The five specialized heavy urban search-and-rescue teams across the country, including the one called upon to search the rubble of a collapsed mall in Elliot Lake this week, are at risk of folding due to federal cuts, says a leading emergency preparedness expert.
The federal government will cut funding to its Joint Emergency Preparedness Program in 2013, which means footing the bill for the five teams will be left up to provinces and municipalities, according to Sean Tracey, chair of the Canadian Centre for Emergency Preparedness.
It was federal funding that started heavy urban search-and-rescue teams and, without that funding, existing programs will likely fold, Tracey said.
“We suspect that all of the burden for funding in maintaining these teams, which is quite costly, will result in it being passed down to the provinces, or to local municipalities, and, in the current climate, they just can’t support these teams,” Tracey told CTV’s Power Play.
The specialized work that existing teams are capable of can’t be replicated by local emergency responders, or even the Canadian Forces, Tracey said.
However, a spokesperson for Public Safety Minister Vic Toews said that 90 per cent of emergencies in Canada are already managed by municipal or provincial governments.
“Our government has supplemented provincial emergency preparedness by investing in equipment and training for urban search and rescue teams, firefighters, police and other first responders,” said Pubic Safety spokesperson Julie Carmichael in an email. “Moving forward, our government is focused on delivering long-term disaster prevention funding to help provincial and territorial governments build infrastructure to protect against natural disasters.”
Tracey maintained that the impending funding cuts could require Canada to ask other nations for assistance, should a disaster arise.
“Which would be, in my opinion, quite embarrassing for a G8 county, to request international aid on something where we should have inherent capabilities, nationally,” Tracey said.
Tracey has developed standards for some of the heavy urban search-and-rescue teams that have been at work in Elliot Lake, Ont., after a shopping mall collapsed over the weekend, killing two people and injuring 22 more.
These teams stand by after heavy equipment does some of the initial structure removals and team members can use visual scanning techniques, as well as K9 units, to search for survivors, or bodies trapped in the structure, Tracey explained.
Members of one team remained at the Elliot Lake site Wednesday.

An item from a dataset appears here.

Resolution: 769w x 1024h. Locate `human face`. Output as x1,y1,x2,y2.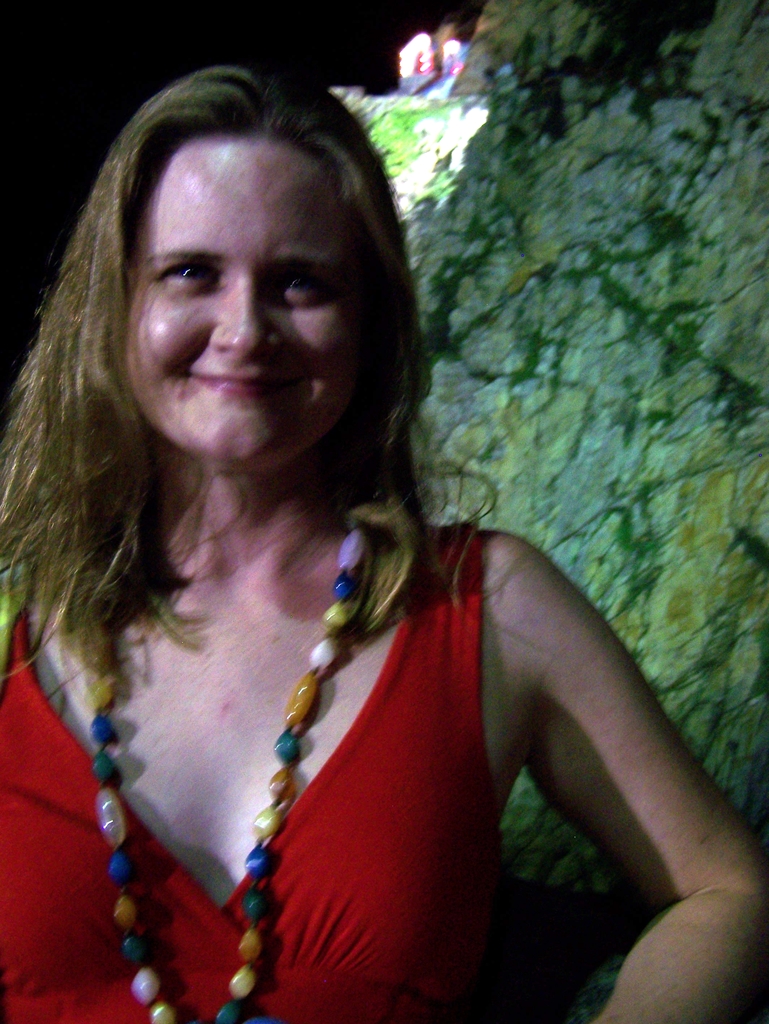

Meanwhile, the Vancouver team has been put on standby in recent days as B.C. braces for spring flooding, which has the potential to cause structural collapse.
Tracey also took a moment to weigh in on Ontario Premier Dalton McGuinty’s response to the Elliot Lake shopping mall collapse.

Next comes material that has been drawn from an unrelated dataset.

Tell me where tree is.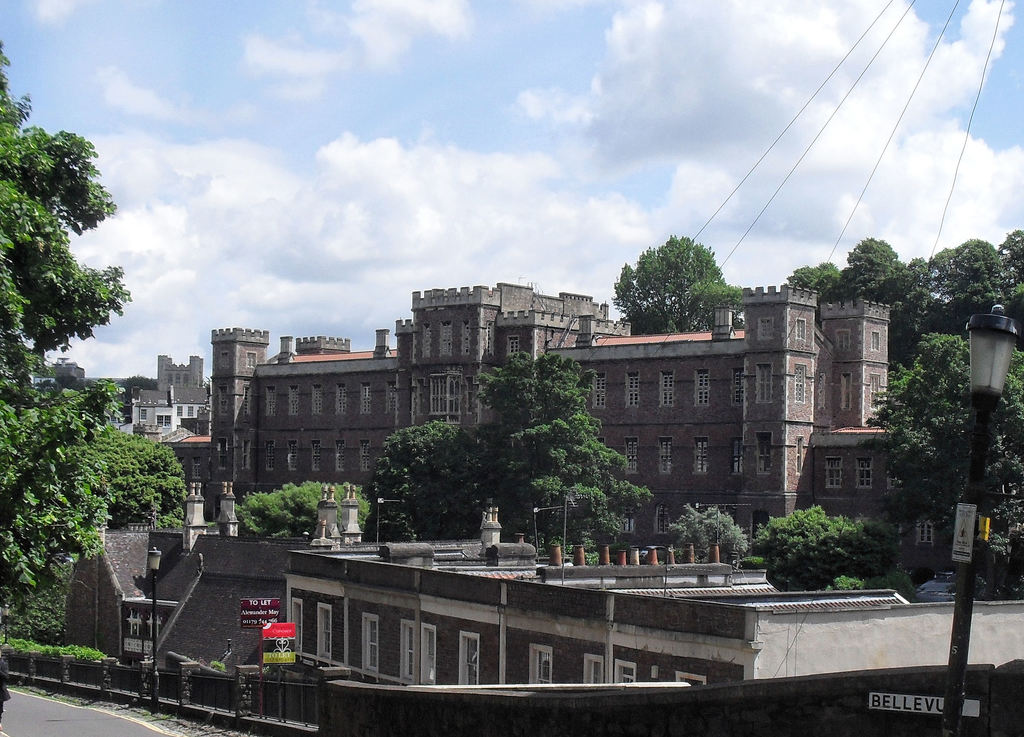
tree is at box(877, 333, 1023, 597).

On Monday, search-and-rescue crews announced they would have to cease operations and re-evaluate after they had exhausted their capabilities. The unstable structure made further rescue attempts dangerous for workers, crews said.
Shortly after that announcement, McGuinty stepped in, urging the crews to look at new ways to tackle the rescue.
“I think it’s really a bit of a slap in the face to the responders to say that they were not doing everything within their means, within their resources and the all of the extent of their training, and even more, in this case,” Tracey said.